'Lentil' was a British carrierborne air attack on the oil refinery at Pangkalan Brandan on the island of Sumatra in the Japanese-occupied Netherlands East Indies as a second rehearsal for 'Meridian I' (4 January 1945).
On 22 November 1944 Admiral Sir Bruce Fraser’s Eastern Fleet had ceased to exist as the British prepared to make a major contribution to the Allied naval strength on the Pacific Ocean using many of the assets of the erstwhile Eastern Fleet. The part of the Eastern Fleet scheduled to remain in the area of Admiral the Lord Louis Mountbatten’s South-East Asia Command became the East Indies Fleet, led by Vice Admiral Sir Arthur Power and comprising the battleship Queen Elizabeth, the battle-cruiser Renown, eight cruisers, five escort carriers (including two ferry carriers), 24 destroyers, and escort forces totalling some 70 ships.

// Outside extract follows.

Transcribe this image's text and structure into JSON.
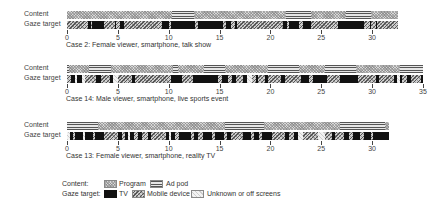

The other part of the erstwhile Eastern Fleet became the Pacific Fleet 1 under the command of Fraser, and on 2 December Fraser departed Ceylon in Howe for Australia, whence he was to fly to Pearl Harbor in the Hawaiian islands group to see Admiral Chester W. Nimitz, commanding the Pacific Ocean Areas, leaving the rest of his fleet to follow at a date to be decided later. He arranged, however, that before the ships of the Pacific Fleet left the Indian Ocean, Power would use them to carry out a series of operations designed to interfere with Japanese oil supplies as well as develop the differing tactical skills which would be required for operations against the Japanese.
Power selected as targets the oil refineries at Pladjoe and Soengei Gerong near Palembang, which were to be attacked in 'Meridian I'. As a rehearsal he ordered Vian to use Task Force 63 2 in an attack on the Japanese-operated refineries at Pangkalan Brandan, some 30 miles (48 km) to the north-west of Belawan Deli in northern Sumatra.
Vian’s force departed Trincomalee on 17 December and, without being detected, reached the designated flying-off position early on 20 December. Here, at 07.15, Vian launched 27 Grumman Avenger torpedo and level bombers escorted by 28 Grumman Hellcat and Vought Corsair fighter-bombers. Finding their target obscured by cloud, the aircraft attacked the port at Belawan Deli as an alternative, achieving only modest results as the target area was obscured by heavy squalls and low cloud. As the aircraft returned to their carriers, they attacked the airfields around Sabang, destroying several Japanese aircraft on the ground.
On 4 January 1945 Vian, with the carriers Indomitable, Victorious and Indefatigable, the heavy cruiser Suffolk, light cruiser Ceylon, the light anti-aircraft cruisers Argonaut and Black Prince, and eight destroyers, attacked Pangkalan Brandan in 'Lentil' and succeeded in causing considerable damage: the attack aircraft badly damaged the refinery, and the fighters shot down about 12 Japanese aircraft as well as destroying another 20 on the ground. The British lost only one aeroplane, an Avenger whose crew was rescued.
The British force then returned to Ceylon, and on 16 January Vian finally departed for the Pacific, where Fraser and Howe were already present, with his four fleet carriers, one battleship, three cruisers and 10 destroyers. Vian took the opportunity on 24 January, after a two-day postponement for weather reasons, to launch 'Meridian I' with 43 Avenger attack aircraft armed with 500-lb (227-kg) bombs and 12 Fairey Firefly attack aircraft armed with air-to-surface unguided rockets, escorted by about 50 fighters, against Pladjoe.